If there's a contest between liking attention and not liking attention, liking is running up the score. His silver Rolls-Royce Phantom almost ensured it. Strangers tend to stare.

"Especially in Charlotte," says Lucas, almost exasperated. "People would slow down and look. 'Who's driving that car?' "

To avoid the curious, he dumped the Phantom and bought an upscale SUV. Nothing about it stands out except, perhaps, that it is extremely orange.

"Coming from Cleveland, you know, once you get a little money, you can get nice things," said Panthers guard Keydrick Vincent, who played with Lucas at Mississippi. "He's not boastful; he's not arrogant."

The big mask

And he isn't always introverted. Before Kansas City's first possession at Bank of America Stadium last week, Lucas jumped and pointed and exhorted the crowd. And he didn't care who saw him.

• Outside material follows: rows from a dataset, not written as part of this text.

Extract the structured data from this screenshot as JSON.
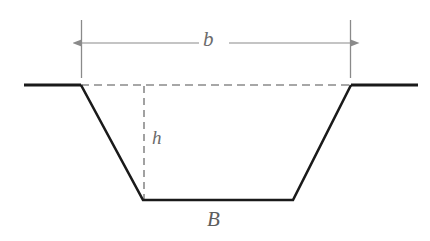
{
  "figure": {
    "kind": "engineering-cross-section-diagram",
    "background_color": "#ffffff",
    "width": 430,
    "height": 241
  },
  "labels": {
    "top_width": "b",
    "depth": "h",
    "bottom_width": "B"
  },
  "colors": {
    "channel_outline": "#1a1a1a",
    "ground_line": "#1a1a1a",
    "dashed_guide": "#8a8a8a",
    "dimension_line": "#8a8a8a",
    "extension_line": "#8a8a8a",
    "label_text": "#6b6b6b"
  },
  "geometry": {
    "ground_level_y": 85,
    "bottom_level_y": 200,
    "left_ground_start_x": 24,
    "left_top_corner_x": 81,
    "right_top_corner_x": 351,
    "right_ground_end_x": 418,
    "bottom_left_corner_x": 143,
    "bottom_right_corner_x": 293,
    "depth_guide_x": 144,
    "dimension_line_y": 43,
    "extension_line_top_y": 20,
    "extension_line_bottom_y": 78,
    "outline_stroke_width": 2.6,
    "thin_stroke_width": 1.1
  },
  "annotations": {
    "top_width_dimension": {
      "label": "b",
      "from_x": 81,
      "to_x": 351,
      "y": 43,
      "arrowheads": "both"
    },
    "depth_guide": {
      "label": "h",
      "x": 144,
      "from_y": 86,
      "to_y": 200,
      "style": "dashed"
    },
    "water_surface_guide": {
      "from_x": 81,
      "to_x": 351,
      "y": 85,
      "style": "dashed"
    },
    "bottom_width_label": {
      "label": "B",
      "x": 215,
      "y": 222
    }
  }
}
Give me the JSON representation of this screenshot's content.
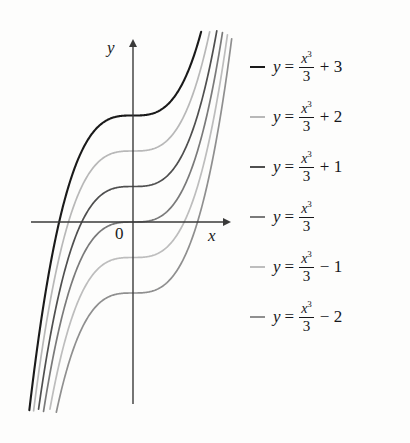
{
  "figure": {
    "axes": {
      "y_label": "y",
      "x_label": "x",
      "origin_label": "0"
    },
    "colors": {
      "background": "#fdfdfc",
      "axis": "#3a3a3a",
      "curve_dark": "#1a1a1a",
      "curve_mid_dark": "#4a4a4a",
      "curve_mid": "#6e6e6e",
      "curve_light": "#9a9a9a",
      "curve_lighter": "#b0b0b0"
    }
  },
  "legend": {
    "entries": [
      {
        "dash_color": "#1a1a1a",
        "lhs": "y",
        "eq": "=",
        "numerator": "x",
        "power": "3",
        "denominator": "3",
        "term": "+ 3",
        "c": 3
      },
      {
        "dash_color": "#b8b8b8",
        "lhs": "y",
        "eq": "=",
        "numerator": "x",
        "power": "3",
        "denominator": "3",
        "term": "+ 2",
        "c": 2
      },
      {
        "dash_color": "#4f4f4f",
        "lhs": "y",
        "eq": "=",
        "numerator": "x",
        "power": "3",
        "denominator": "3",
        "term": "+ 1",
        "c": 1
      },
      {
        "dash_color": "#7a7a7a",
        "lhs": "y",
        "eq": "=",
        "numerator": "x",
        "power": "3",
        "denominator": "3",
        "term": "",
        "c": 0
      },
      {
        "dash_color": "#bdbdbd",
        "lhs": "y",
        "eq": "=",
        "numerator": "x",
        "power": "3",
        "denominator": "3",
        "term": "− 1",
        "c": -1
      },
      {
        "dash_color": "#8f8f8f",
        "lhs": "y",
        "eq": "=",
        "numerator": "x",
        "power": "3",
        "denominator": "3",
        "term": "− 2",
        "c": -2
      }
    ]
  },
  "chart_data": {
    "type": "line",
    "title": "",
    "xlabel": "x",
    "ylabel": "y",
    "function_family": "y = x^3/3 + C",
    "xlim": [
      -3.0,
      2.6
    ],
    "ylim": [
      -5.2,
      4.6
    ],
    "grid": false,
    "legend_position": "right",
    "x": [
      -3.0,
      -2.75,
      -2.5,
      -2.25,
      -2.0,
      -1.75,
      -1.5,
      -1.25,
      -1.0,
      -0.75,
      -0.5,
      -0.25,
      0.0,
      0.25,
      0.5,
      0.75,
      1.0,
      1.25,
      1.5,
      1.75,
      2.0,
      2.25,
      2.5
    ],
    "series": [
      {
        "name": "y = x^3/3 + 3",
        "C": 3,
        "color": "#1a1a1a",
        "y_intercept": 3,
        "values": [
          -6.0,
          -3.93,
          -2.21,
          -0.797,
          0.333,
          1.214,
          1.875,
          2.349,
          2.667,
          2.859,
          2.958,
          2.995,
          3.0,
          3.005,
          3.042,
          3.141,
          3.333,
          3.651,
          4.125,
          4.786,
          5.667,
          6.797,
          8.208
        ]
      },
      {
        "name": "y = x^3/3 + 2",
        "C": 2,
        "color": "#b8b8b8",
        "y_intercept": 2,
        "values": [
          -7.0,
          -4.93,
          -3.21,
          -1.797,
          -0.667,
          0.214,
          0.875,
          1.349,
          1.667,
          1.859,
          1.958,
          1.995,
          2.0,
          2.005,
          2.042,
          2.141,
          2.333,
          2.651,
          3.125,
          3.786,
          4.667,
          5.797,
          7.208
        ]
      },
      {
        "name": "y = x^3/3 + 1",
        "C": 1,
        "color": "#4f4f4f",
        "y_intercept": 1,
        "values": [
          -8.0,
          -5.93,
          -4.21,
          -2.797,
          -1.667,
          -0.786,
          -0.125,
          0.349,
          0.667,
          0.859,
          0.958,
          0.995,
          1.0,
          1.005,
          1.042,
          1.141,
          1.333,
          1.651,
          2.125,
          2.786,
          3.667,
          4.797,
          6.208
        ]
      },
      {
        "name": "y = x^3/3",
        "C": 0,
        "color": "#7a7a7a",
        "y_intercept": 0,
        "values": [
          -9.0,
          -6.93,
          -5.21,
          -3.797,
          -2.667,
          -1.786,
          -1.125,
          -0.651,
          -0.333,
          -0.141,
          -0.042,
          -0.005,
          0.0,
          0.005,
          0.042,
          0.141,
          0.333,
          0.651,
          1.125,
          1.786,
          2.667,
          3.797,
          5.208
        ]
      },
      {
        "name": "y = x^3/3 - 1",
        "C": -1,
        "color": "#bdbdbd",
        "y_intercept": -1,
        "values": [
          -10.0,
          -7.93,
          -6.21,
          -4.797,
          -3.667,
          -2.786,
          -2.125,
          -1.651,
          -1.333,
          -1.141,
          -1.042,
          -1.005,
          -1.0,
          -0.995,
          -0.958,
          -0.859,
          -0.667,
          -0.349,
          0.125,
          0.786,
          1.667,
          2.797,
          4.208
        ]
      },
      {
        "name": "y = x^3/3 - 2",
        "C": -2,
        "color": "#8f8f8f",
        "y_intercept": -2,
        "values": [
          -11.0,
          -8.93,
          -7.21,
          -5.797,
          -4.667,
          -3.786,
          -3.125,
          -2.651,
          -2.333,
          -2.141,
          -2.042,
          -2.005,
          -2.0,
          -1.995,
          -1.958,
          -1.859,
          -1.667,
          -1.349,
          -0.875,
          -0.214,
          0.667,
          1.797,
          3.208
        ]
      }
    ]
  }
}
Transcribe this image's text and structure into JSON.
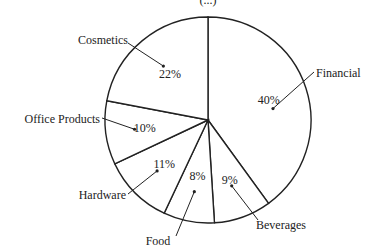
{
  "chart_data": {
    "type": "pie",
    "title": "",
    "subtitle": "(...)",
    "categories": [
      "Financial",
      "Beverages",
      "Food",
      "Hardware",
      "Office Products",
      "Cosmetics"
    ],
    "values": [
      40,
      9,
      8,
      11,
      10,
      22
    ],
    "value_labels": [
      "40%",
      "9%",
      "8%",
      "11%",
      "10%",
      "22%"
    ],
    "start_angle_deg": 0,
    "direction": "clockwise",
    "legend": "none (leader-line callouts)",
    "colors": {
      "stroke": "#222222",
      "fill": "#ffffff"
    }
  }
}
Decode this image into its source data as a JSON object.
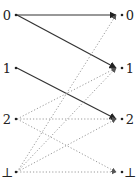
{
  "diagram": {
    "left_nodes": [
      {
        "id": "0",
        "label": "0",
        "y": 15
      },
      {
        "id": "1",
        "label": "1",
        "y": 68
      },
      {
        "id": "2",
        "label": "2",
        "y": 119
      },
      {
        "id": "bot",
        "label": "⊥",
        "y": 172
      }
    ],
    "right_nodes": [
      {
        "id": "0",
        "label": "0",
        "y": 15
      },
      {
        "id": "1",
        "label": "1",
        "y": 68
      },
      {
        "id": "2",
        "label": "2",
        "y": 119
      },
      {
        "id": "bot",
        "label": "⊥",
        "y": 172
      }
    ],
    "edges": [
      {
        "from": "0",
        "to": "0",
        "style": "solid"
      },
      {
        "from": "0",
        "to": "1",
        "style": "solid"
      },
      {
        "from": "1",
        "to": "2",
        "style": "solid"
      },
      {
        "from": "2",
        "to": "1",
        "style": "dotted"
      },
      {
        "from": "2",
        "to": "2",
        "style": "dotted"
      },
      {
        "from": "2",
        "to": "bot",
        "style": "dotted"
      },
      {
        "from": "bot",
        "to": "0",
        "style": "dotted"
      },
      {
        "from": "bot",
        "to": "1",
        "style": "dotted"
      },
      {
        "from": "bot",
        "to": "2",
        "style": "dotted"
      },
      {
        "from": "bot",
        "to": "bot",
        "style": "dotted"
      }
    ],
    "colors": {
      "solid": "#333333",
      "dotted": "#9a9a9a",
      "text": "#222222"
    }
  }
}
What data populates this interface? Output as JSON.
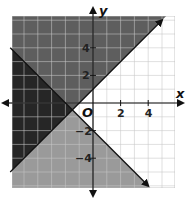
{
  "chart_data": {
    "type": "area",
    "title": "",
    "xlabel": "x",
    "ylabel": "y",
    "origin_label": "O",
    "xlim": [
      -6,
      6
    ],
    "ylim": [
      -6,
      6
    ],
    "grid": true,
    "x_ticks": [
      {
        "value": 2,
        "label": "2"
      },
      {
        "value": 4,
        "label": "4"
      }
    ],
    "y_ticks": [
      {
        "value": 4,
        "label": "4"
      },
      {
        "value": 2,
        "label": "2"
      },
      {
        "value": -2,
        "label": "−2"
      },
      {
        "value": -4,
        "label": "−4"
      }
    ],
    "boundary_lines": [
      {
        "name": "line-1",
        "equation": "y = x + 1",
        "slope": 1,
        "intercept": 1,
        "style": "solid",
        "shading": "above"
      },
      {
        "name": "line-2",
        "equation": "y = -x - 2",
        "slope": -1,
        "intercept": -2,
        "style": "solid",
        "shading": "below"
      }
    ],
    "regions": [
      {
        "name": "above-line-1",
        "inequality": "y ≥ x + 1",
        "color": "#5e5e5e"
      },
      {
        "name": "below-line-2",
        "inequality": "y ≤ -x - 2",
        "color": "#9a9a9a"
      },
      {
        "name": "overlap",
        "inequality": "y ≥ x + 1 and y ≤ -x - 2",
        "color": "#262626"
      }
    ],
    "intersection": {
      "x": -1.5,
      "y": -0.5
    }
  },
  "colors": {
    "grid": "#c8c8c8",
    "axis": "#111111",
    "background": "#ffffff"
  }
}
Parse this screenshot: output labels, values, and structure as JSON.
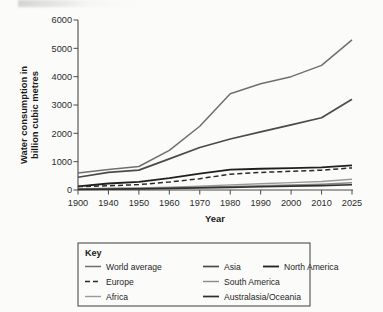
{
  "figure": {
    "background_color": "#fbfbfa",
    "ink_color": "#2b2b2b"
  },
  "axes": {
    "x_title": "Year",
    "y_title_line1": "Water consumption in",
    "y_title_line2": "billion cubic metres"
  },
  "legend": {
    "title": "Key",
    "entries": [
      {
        "label": "World average",
        "color": "#6f6f6f",
        "width": 1.5,
        "dash": "none",
        "column": 0,
        "row": 0
      },
      {
        "label": "Europe",
        "color": "#2a2a2a",
        "width": 1.5,
        "dash": "5,3",
        "column": 0,
        "row": 1
      },
      {
        "label": "Africa",
        "color": "#9a9a9a",
        "width": 1.4,
        "dash": "none",
        "column": 0,
        "row": 2
      },
      {
        "label": "Asia",
        "color": "#4a4a4a",
        "width": 1.7,
        "dash": "none",
        "column": 1,
        "row": 0
      },
      {
        "label": "South America",
        "color": "#8a8a8a",
        "width": 1.4,
        "dash": "none",
        "column": 1,
        "row": 1
      },
      {
        "label": "Australasia/Oceania",
        "color": "#303030",
        "width": 1.7,
        "dash": "none",
        "column": 1,
        "row": 2
      },
      {
        "label": "North America",
        "color": "#1f1f1f",
        "width": 1.8,
        "dash": "none",
        "column": 2,
        "row": 0
      }
    ]
  },
  "chart_data": {
    "type": "line",
    "title": "",
    "xlabel": "Year",
    "ylabel": "Water consumption in billion cubic metres",
    "categories": [
      "1900",
      "1940",
      "1950",
      "1960",
      "1970",
      "1980",
      "1990",
      "2000",
      "2010",
      "2025"
    ],
    "ylim": [
      0,
      6000
    ],
    "yticks": [
      0,
      1000,
      2000,
      3000,
      4000,
      5000,
      6000
    ],
    "grid": false,
    "legend_position": "below-plot",
    "series": [
      {
        "name": "World average",
        "color": "#6f6f6f",
        "dash": "none",
        "width": 1.5,
        "values": [
          600,
          720,
          830,
          1400,
          2250,
          3400,
          3750,
          4000,
          4400,
          5300
        ]
      },
      {
        "name": "Asia",
        "color": "#4a4a4a",
        "dash": "none",
        "width": 1.7,
        "values": [
          450,
          620,
          700,
          1100,
          1500,
          1800,
          2050,
          2300,
          2550,
          3200
        ]
      },
      {
        "name": "North America",
        "color": "#1f1f1f",
        "dash": "none",
        "width": 1.8,
        "values": [
          130,
          230,
          290,
          420,
          580,
          720,
          750,
          770,
          800,
          870
        ]
      },
      {
        "name": "Europe",
        "color": "#2a2a2a",
        "dash": "5,3",
        "width": 1.5,
        "values": [
          120,
          150,
          190,
          280,
          400,
          560,
          620,
          660,
          700,
          780
        ]
      },
      {
        "name": "Africa",
        "color": "#9a9a9a",
        "dash": "none",
        "width": 1.4,
        "values": [
          40,
          60,
          75,
          95,
          130,
          180,
          220,
          260,
          300,
          380
        ]
      },
      {
        "name": "South America",
        "color": "#8a8a8a",
        "dash": "none",
        "width": 1.4,
        "values": [
          30,
          45,
          55,
          70,
          95,
          125,
          150,
          175,
          205,
          255
        ]
      },
      {
        "name": "Australasia/Oceania",
        "color": "#303030",
        "dash": "none",
        "width": 1.7,
        "values": [
          20,
          30,
          40,
          55,
          75,
          95,
          115,
          135,
          155,
          185
        ]
      }
    ]
  }
}
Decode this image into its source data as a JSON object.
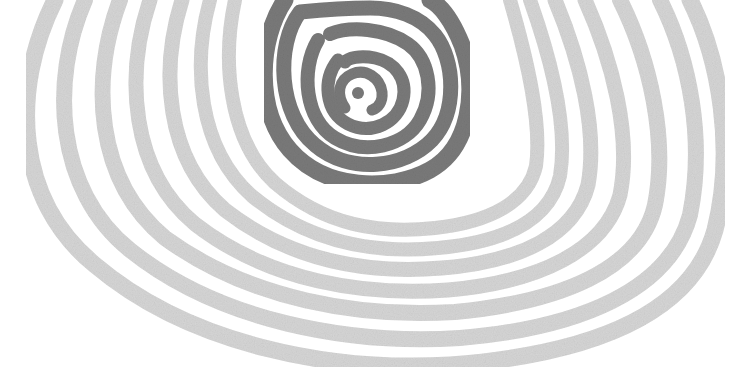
{
  "image": {
    "description": "Hand-drawn concentric ring illustration: dark gray spiral-like rings at the top center, surrounded by wide light gray rings fanning outward and downward, cropped at the top edge.",
    "colors": {
      "background": "#ffffff",
      "inner_rings": "#7a7a7a",
      "outer_rings": "#d6d6d6"
    },
    "inner_ring_count": 5,
    "outer_ring_count": 8
  }
}
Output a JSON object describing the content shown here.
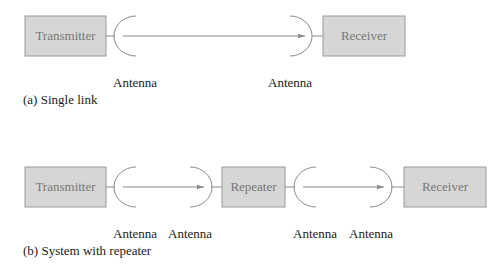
{
  "diagram_a": {
    "caption": "(a) Single link",
    "transmitter": "Transmitter",
    "receiver": "Receiver",
    "antenna_left": "Antenna",
    "antenna_right": "Antenna"
  },
  "diagram_b": {
    "caption": "(b) System with repeater",
    "transmitter": "Transmitter",
    "repeater": "Repeater",
    "receiver": "Receiver",
    "antenna_1": "Antenna",
    "antenna_2": "Antenna",
    "antenna_3": "Antenna",
    "antenna_4": "Antenna"
  },
  "colors": {
    "box_fill": "#d6d6d6",
    "box_stroke": "#9a9a9a",
    "box_text": "#777777",
    "line": "#8a8a8a",
    "label_text": "#222222"
  }
}
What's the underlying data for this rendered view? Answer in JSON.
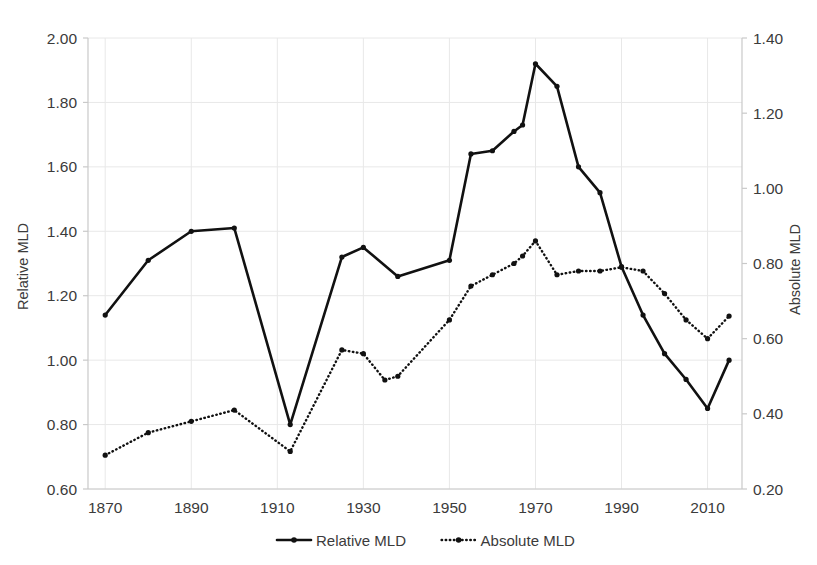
{
  "chart_data": {
    "type": "line",
    "title": "",
    "xlabel": "",
    "ylabel": "Relative MLD",
    "y2label": "Absolute MLD",
    "xlim": [
      1866,
      2018
    ],
    "ylim": [
      0.6,
      2.0
    ],
    "y2lim": [
      0.2,
      1.4
    ],
    "grid": true,
    "legend_position": "bottom",
    "x_ticks": [
      "1870",
      "1890",
      "1910",
      "1930",
      "1950",
      "1970",
      "1990",
      "2010"
    ],
    "x_tick_values": [
      1870,
      1890,
      1910,
      1930,
      1950,
      1970,
      1990,
      2010
    ],
    "y_ticks": [
      "0.60",
      "0.80",
      "1.00",
      "1.20",
      "1.40",
      "1.60",
      "1.80",
      "2.00"
    ],
    "y_tick_values": [
      0.6,
      0.8,
      1.0,
      1.2,
      1.4,
      1.6,
      1.8,
      2.0
    ],
    "y2_ticks": [
      "0.20",
      "0.40",
      "0.60",
      "0.80",
      "1.00",
      "1.20",
      "1.40"
    ],
    "y2_tick_values": [
      0.2,
      0.4,
      0.6,
      0.8,
      1.0,
      1.2,
      1.4
    ],
    "series": [
      {
        "name": "Relative MLD",
        "axis": "left",
        "style": "solid",
        "color": "#111111",
        "x": [
          1870,
          1880,
          1890,
          1900,
          1913,
          1925,
          1930,
          1938,
          1950,
          1955,
          1960,
          1965,
          1967,
          1970,
          1975,
          1980,
          1985,
          1990,
          1995,
          2000,
          2005,
          2010,
          2015
        ],
        "values": [
          1.14,
          1.31,
          1.4,
          1.41,
          0.8,
          1.32,
          1.35,
          1.26,
          1.31,
          1.64,
          1.65,
          1.71,
          1.73,
          1.92,
          1.85,
          1.6,
          1.52,
          1.29,
          1.14,
          1.02,
          0.94,
          0.85,
          1.0
        ]
      },
      {
        "name": "Absolute MLD",
        "axis": "right",
        "style": "dotted",
        "color": "#111111",
        "x": [
          1870,
          1880,
          1890,
          1900,
          1913,
          1925,
          1930,
          1935,
          1938,
          1950,
          1955,
          1960,
          1965,
          1967,
          1970,
          1975,
          1980,
          1985,
          1990,
          1995,
          2000,
          2005,
          2010,
          2015
        ],
        "values": [
          0.29,
          0.35,
          0.38,
          0.41,
          0.3,
          0.57,
          0.56,
          0.49,
          0.5,
          0.65,
          0.74,
          0.77,
          0.8,
          0.82,
          0.86,
          0.77,
          0.78,
          0.78,
          0.79,
          0.78,
          0.72,
          0.65,
          0.6,
          0.66
        ]
      }
    ],
    "legend": [
      {
        "label": "Relative MLD",
        "style": "solid"
      },
      {
        "label": "Absolute MLD",
        "style": "dotted"
      }
    ]
  }
}
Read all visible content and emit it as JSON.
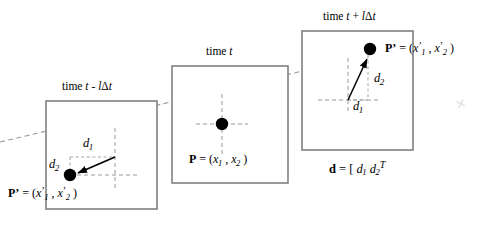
{
  "figure": {
    "name": "optical-flow-displacement-diagram",
    "width": 491,
    "height": 229,
    "background": "#ffffff",
    "stroke_color": "#808080",
    "ink_color": "#000000",
    "dashed_color": "#9a9a9a"
  },
  "frames": [
    {
      "id": "previous",
      "title_prefix": "time ",
      "title_var1": "t",
      "title_minus": " - ",
      "title_l": "l",
      "title_delta": "Δ",
      "title_var2": "t",
      "title_full": "time t - l Δ t",
      "box": {
        "x": 46,
        "y": 101,
        "w": 111,
        "h": 108
      }
    },
    {
      "id": "current",
      "title_prefix": "time ",
      "title_var1": "t",
      "title_full": "time t",
      "box": {
        "x": 172,
        "y": 66,
        "w": 116,
        "h": 117
      }
    },
    {
      "id": "next",
      "title_prefix": "time ",
      "title_var1": "t",
      "title_plus": " + ",
      "title_l": "l",
      "title_delta": "Δ",
      "title_var2": "t",
      "title_full": "time t + l Δ t",
      "box": {
        "x": 302,
        "y": 31,
        "w": 111,
        "h": 119
      }
    }
  ],
  "labels": {
    "point_p_bold": "P",
    "point_pprime_bold": "P",
    "prime_mark": "’",
    "equals": " = (",
    "x_var": "x",
    "comma": " , ",
    "close_paren": " )",
    "sub_1": "1",
    "sub_2": "2",
    "d_letter": "d",
    "d_sub_1": "1",
    "d_sub_2": "2",
    "dvec_bold": "d",
    "dvec_equals": " = [ ",
    "dvec_gap": "  ",
    "dvec_transpose": "T"
  },
  "annotations": {
    "left_point_label": "P’ = (x’1 , x’2 )",
    "center_point_label": "P = (x1 , x2 )",
    "right_point_label": "P’ = (x’1 , x’2 )",
    "d_vector_label": "d = [ d1  d2 ]T",
    "d1_left": "d1",
    "d2_left": "d2",
    "d1_right": "d1",
    "d2_right": "d2"
  },
  "geometry": {
    "trajectory": {
      "x1": 0,
      "y1": 142,
      "x2": 405,
      "y2": 47
    },
    "points": [
      {
        "id": "p-prime-previous",
        "x": 70,
        "y": 175,
        "r": 6.2
      },
      {
        "id": "p-current",
        "x": 222,
        "y": 124,
        "r": 6.2
      },
      {
        "id": "p-prime-next",
        "x": 370,
        "y": 49,
        "r": 6.2
      }
    ],
    "arrows": [
      {
        "id": "displacement-arrow-previous",
        "x1": 115,
        "y1": 157,
        "x2": 75,
        "y2": 174
      },
      {
        "id": "displacement-arrow-next",
        "x1": 348,
        "y1": 100,
        "x2": 368,
        "y2": 55
      }
    ]
  },
  "artifact": {
    "mark": "✕"
  }
}
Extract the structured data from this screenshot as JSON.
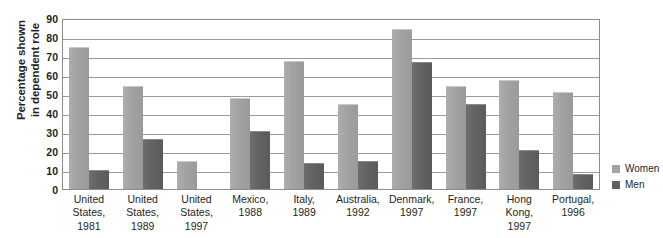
{
  "chart_data": {
    "type": "bar",
    "title": "",
    "subtitle": "",
    "xlabel": "",
    "ylabel": "Percentage shown\nin dependent role",
    "ylim": [
      0,
      90
    ],
    "ytick_step": 10,
    "yticks": [
      0,
      10,
      20,
      30,
      40,
      50,
      60,
      70,
      80,
      90
    ],
    "grid": true,
    "legend_position": "right",
    "categories": [
      "United\nStates,\n1981",
      "United\nStates,\n1989",
      "United\nStates,\n1997",
      "Mexico,\n1988",
      "Italy,\n1989",
      "Australia,\n1992",
      "Denmark,\n1997",
      "France,\n1997",
      "Hong\nKong,\n1997",
      "Portugal,\n1996"
    ],
    "series": [
      {
        "name": "Women",
        "color": "#a3a3a3",
        "values": [
          75,
          54,
          14.5,
          48,
          67.5,
          44.5,
          84,
          54,
          57.5,
          51
        ]
      },
      {
        "name": "Men",
        "color": "#5f5f5f",
        "values": [
          10,
          26.5,
          null,
          30.5,
          13.5,
          15,
          67,
          44.5,
          20.5,
          8
        ]
      }
    ]
  },
  "legend": {
    "items": [
      {
        "label": "Women",
        "color": "#a3a3a3"
      },
      {
        "label": "Men",
        "color": "#5f5f5f"
      }
    ]
  }
}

Told this, he laughed. "We get to change our personality when we're on the field," Lucas said. "When I put on that football uniform and helmet, I feel like I'm wearing a big mask. I could be like Sir Purr [the team mascot] and do what he did as long as you couldn't see my face."

When he entered Mississippi in 1997, the upperclassmen didn't see his face. They saw his hair. And they told him they were going to remove it. They were going to shave the heads of all the freshmen. Keydrick Vincent submitted. What was the alternative? Run, and they'd shave your eyebrows, too.